Navy warships sitting ducks at sea
*May 16, 2007 *
Vishal Thapar
New Delhi: The Comptroller and Auditor General says four frontline warships recently acquired by the Indian Navy are sitting ducks for enemy submarines.
The latest CAG has put a question mark over the Naval fleet’s battle worthiness and says the warships were recently inducted into the Navy without Sonar capability.
This suggests that these mighty ships have little or no capability to detect submarines. The reference is to the three Talwar class stealth frigates and the guided-missile destroyer, INS Mumbai.
The auditor’s view of Defence Procurement is that India is not getting its money’s worth. And worse, it’s being done in a way that could gravely compromise national security.
The reason for the lack of Sonars on these ships is a familiar one: the DRDO promised and then failed to deliver.
Meanwhile, the Navy is putting up a brave face.

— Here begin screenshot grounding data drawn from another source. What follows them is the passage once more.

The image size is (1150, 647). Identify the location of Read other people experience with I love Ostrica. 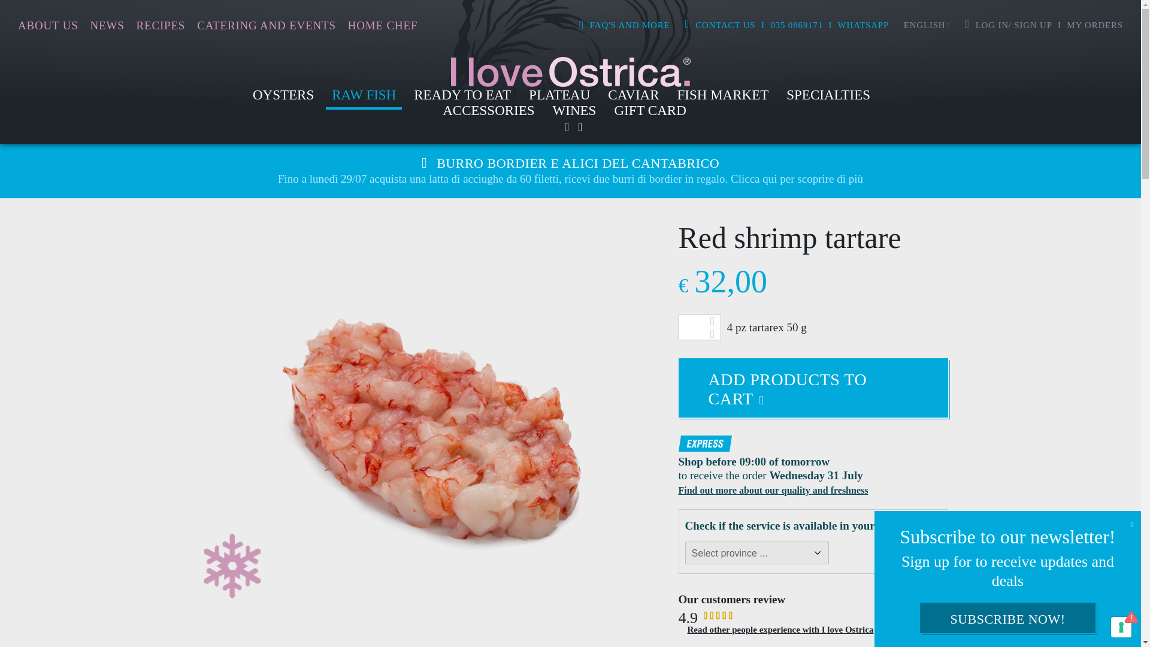
(781, 630). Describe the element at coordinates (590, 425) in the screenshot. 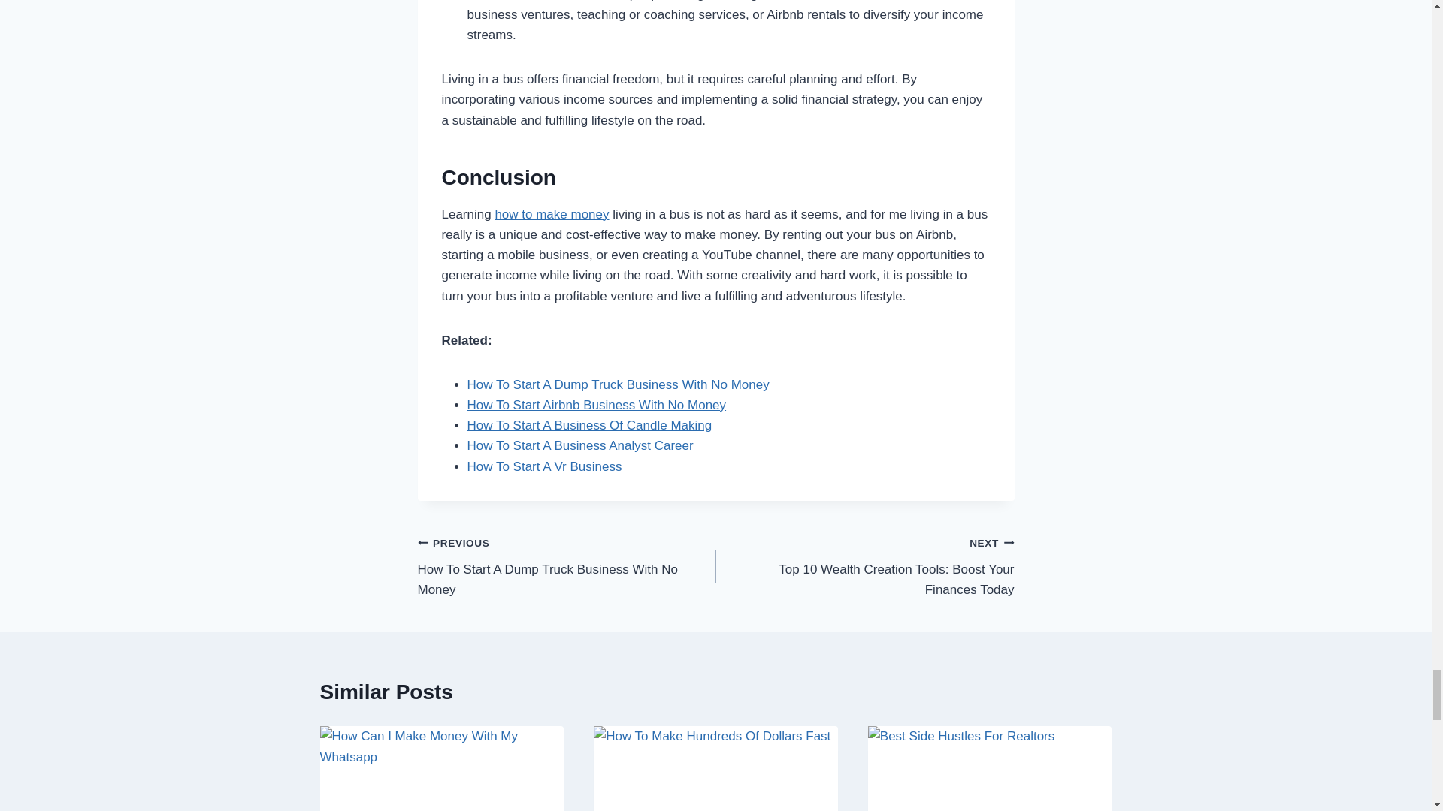

I see `How To Start A Business Of Candle Making` at that location.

“If it was commissioned without the Sonar capability then I will be very surprised. But if it was not contemporaray then I think in the Indian Ocean, the Navy can live with it,” says Defence Analyst, Commodore Ranjit Rai.
But that’s not all. The Rs 673 crore programme for upgrading India’s maritime reconnaissance capability is a dud, the CAG concludes.
The upgraded Ilyushin-38 aircraft are defenceless, flying without the avionics and weapon systems needed for warfare at sea.
Contracts for anti-ship missiles and torpedos and sonobuoys for detecting submarines have not been signed even six years after the project was initiated.
So is the Indian Naval muscle fake? The CAG has stirred the pot and the jury is out.